Two enormous black-and-white false eye spots on the pronotum mimic vertebrate predator eyes — birds approach, see the eyes, flinch, and abandon the attack.
Eastern Eyed Elater
Alaus oculatus
Two giant fake eye-spots on her back. 380g click-launch. Largest click beetle in eastern US.
Curated and rated by Sheriff Six-Legs and The Wild Pest field team · Six Legs Score™ (76/100, Outlaw tier) · Published Apr 25, 2026 · Updated Apr 28, 2026 · Released CC BY 4.0
The eastern eyed elater is the largest click beetle in eastern North America (45 mm) and one of the most spectacular insect 'eye-spot' species — two enormous black-and-white false eye spots on the dorsal pronotum that dwarf the actual head and create a dramatic startle display when birds approach. Like all click beetles, the species can launch herself into the air with an audible CLICK by snapping a peg-and-cup mechanism between her thorax segments — the launch acceleration exceeds 380g. Larvae are predators of wood-boring beetle grubs, especially under the bark of dying oaks.

Field guide
5 wild facts on file
Click-launch acceleration exceeds 380g — among the highest g-forces in the animal kingdom.
Eastern eyed elater is the largest click beetle in eastern North America — 30-45 mm body length.
Larvae are voracious predators of wood-boring beetle grubs (Cerambycidae, Buprestidae) inside dying oaks — important biological control of forest pest beetles.
The click sound is produced by a hinged peg-and-cup mechanism between the prothorax and mesothorax — used for self-righting and defensive startle.
The eastern eyed elater is one of the most-photographed beetles in eastern US natural-history media because of the dramatic eye spots and the audible click defense. The species is a flagship demonstration of insect predator-deterrent mimicry and is regularly featured in nature documentary segments on insect defense.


→ **WHAT THE EXERCISE ASKS**: In the data below, which lines hold "interactable"? Copy every one.

┌─ DATA IN THIS EXERCISE

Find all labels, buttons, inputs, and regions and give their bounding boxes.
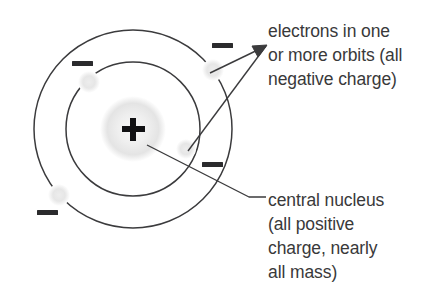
- electron-minus-right: [202, 162, 223, 167]
- electrons-leader-arrowhead: [252, 45, 267, 57]
- electron-minus-top-right: [212, 43, 233, 48]
- electrons-leader-lower: [188, 46, 266, 151]
- atom-diagram: electrons in one or more orbits (all neg…: [0, 0, 447, 302]
- electron-minus-bottom-left: [37, 210, 58, 215]
- electron-dot-top-left: [78, 71, 100, 93]
- label-nucleus: central nucleus (all positive charge, ne…: [268, 188, 444, 284]
- electron-minus-top-left: [72, 61, 93, 66]
- label-electrons: electrons in one or more orbits (all neg…: [268, 19, 444, 91]
- electron-dot-bottom-left: [48, 184, 70, 206]
- nucleus-leader-line: [147, 145, 266, 197]
- electron-dot-right: [176, 139, 196, 159]
- electron-dot-top-right: [202, 59, 224, 81]
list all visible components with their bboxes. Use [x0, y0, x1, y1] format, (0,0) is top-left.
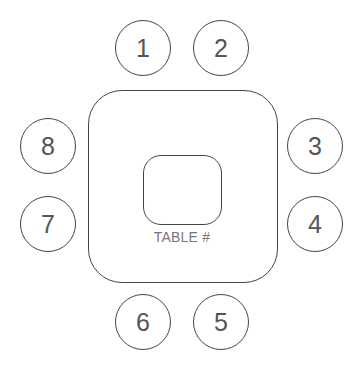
seat-5[interactable]: 5 [193, 294, 249, 350]
seat-4[interactable]: 4 [287, 196, 343, 252]
table-centerpiece [143, 155, 222, 225]
table-label: TABLE # [132, 229, 232, 245]
seat-3[interactable]: 3 [287, 118, 343, 174]
seat-6[interactable]: 6 [115, 294, 171, 350]
seat-1[interactable]: 1 [115, 20, 171, 76]
seat-2[interactable]: 2 [193, 20, 249, 76]
seat-8[interactable]: 8 [20, 118, 76, 174]
seat-7[interactable]: 7 [20, 196, 76, 252]
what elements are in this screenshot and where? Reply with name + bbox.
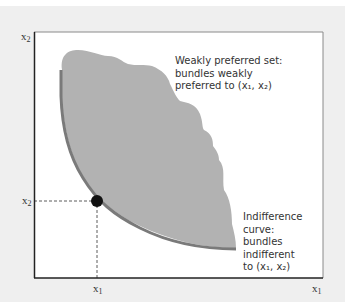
x2-tick-label: x2 — [22, 194, 32, 210]
x1-tick-label: x1 — [93, 282, 103, 298]
annotation-line: Indifference — [243, 211, 303, 224]
annotation-line: indifferent — [243, 249, 303, 262]
annotation-line: preferred to (x₁, x₂) — [175, 80, 282, 93]
indifference-diagram — [0, 0, 356, 308]
indifference-annotation: Indifference curve: bundles indifferent … — [243, 211, 303, 274]
annotation-line: to (x₁, x₂) — [243, 261, 303, 274]
x-axis-label: x1 — [312, 282, 322, 298]
annotation-line: curve: — [243, 224, 303, 237]
bundle-point — [91, 195, 103, 207]
annotation-line: Weakly preferred set: — [175, 55, 282, 68]
annotation-line: bundles weakly — [175, 68, 282, 81]
annotation-line: bundles — [243, 236, 303, 249]
weakly-preferred-annotation: Weakly preferred set: bundles weakly pre… — [175, 55, 282, 93]
y-axis-label: x2 — [21, 30, 31, 46]
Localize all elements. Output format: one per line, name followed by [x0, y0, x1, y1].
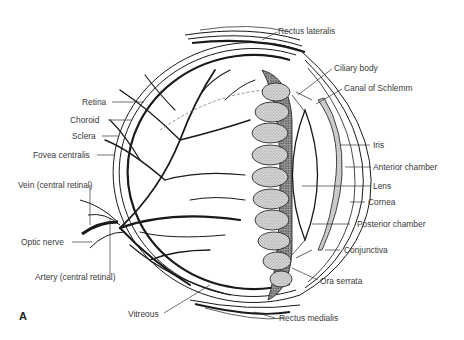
label-ora-serrata: Ora serrata: [320, 276, 362, 286]
label-conjunctiva: Conjunctiva: [344, 245, 388, 255]
label-retina: Retina: [82, 97, 106, 107]
label-fovea-centralis: Fovea centralis: [33, 150, 90, 160]
label-vitreous: Vitreous: [128, 309, 159, 319]
label-cornea: Cornea: [368, 197, 395, 207]
label-rectus-lateralis: Rectus lateralis: [278, 26, 335, 36]
label-canal-of-schlemm: Canal of Schlemm: [344, 83, 412, 93]
label-ciliary-body: Ciliary body: [334, 63, 378, 73]
lens-shape: [293, 110, 318, 240]
label-optic-nerve: Optic nerve: [21, 237, 64, 247]
panel-letter: A: [19, 310, 27, 322]
label-iris: Iris: [373, 140, 384, 150]
label-posterior-chamber: Posterior chamber: [357, 219, 425, 229]
label-sclera: Sclera: [72, 131, 96, 141]
label-artery-central-retinal: Artery (central retinal): [35, 272, 116, 282]
label-anterior-chamber: Anterior chamber: [373, 162, 437, 172]
ciliary-processes: [252, 70, 292, 300]
iris-shape: [318, 98, 342, 250]
macula-outline: [160, 90, 265, 130]
label-vein-central-retinal: Vein (central retinal): [18, 180, 92, 190]
label-rectus-medialis: Rectus medialis: [279, 313, 338, 323]
label-lens: Lens: [373, 181, 391, 191]
label-choroid: Choroid: [70, 115, 99, 125]
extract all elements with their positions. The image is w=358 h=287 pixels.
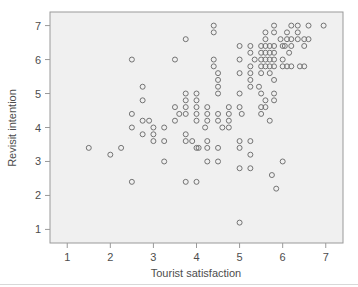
- y-axis-ticks: 1234567: [35, 20, 50, 236]
- footer-divider: [0, 284, 358, 285]
- y-axis-title: Revisit intention: [6, 89, 18, 167]
- y-tick-label: 3: [35, 155, 41, 167]
- y-tick-label: 4: [35, 122, 41, 134]
- y-tick-label: 5: [35, 88, 41, 100]
- y-tick-label: 6: [35, 54, 41, 66]
- x-tick-label: 6: [280, 251, 286, 263]
- x-tick-label: 5: [237, 251, 243, 263]
- chart-canvas: 1234567 1234567 Tourist satisfaction Rev…: [0, 0, 358, 287]
- x-tick-label: 4: [193, 251, 199, 263]
- x-tick-label: 2: [107, 251, 113, 263]
- y-tick-label: 2: [35, 189, 41, 201]
- x-tick-label: 7: [323, 251, 329, 263]
- plot-background: [50, 12, 343, 243]
- x-tick-label: 3: [150, 251, 156, 263]
- x-axis-title: Tourist satisfaction: [151, 267, 241, 279]
- scatter-plot-figure: 1234567 1234567 Tourist satisfaction Rev…: [0, 0, 358, 287]
- y-tick-label: 1: [35, 223, 41, 235]
- x-axis-ticks: 1234567: [64, 243, 329, 263]
- y-tick-label: 7: [35, 20, 41, 32]
- x-tick-label: 1: [64, 251, 70, 263]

└─

→ **OUTPUT FOR THIS TASK**:
seat-5[interactable]: 5 [193, 294, 249, 350]
seat-4[interactable]: 4 [287, 196, 343, 252]
seat-3[interactable]: 3 [287, 118, 343, 174]
seat-6[interactable]: 6 [115, 294, 171, 350]
seat-1[interactable]: 1 [115, 20, 171, 76]
seat-2[interactable]: 2 [193, 20, 249, 76]
seat-8[interactable]: 8 [20, 118, 76, 174]
seat-7[interactable]: 7 [20, 196, 76, 252]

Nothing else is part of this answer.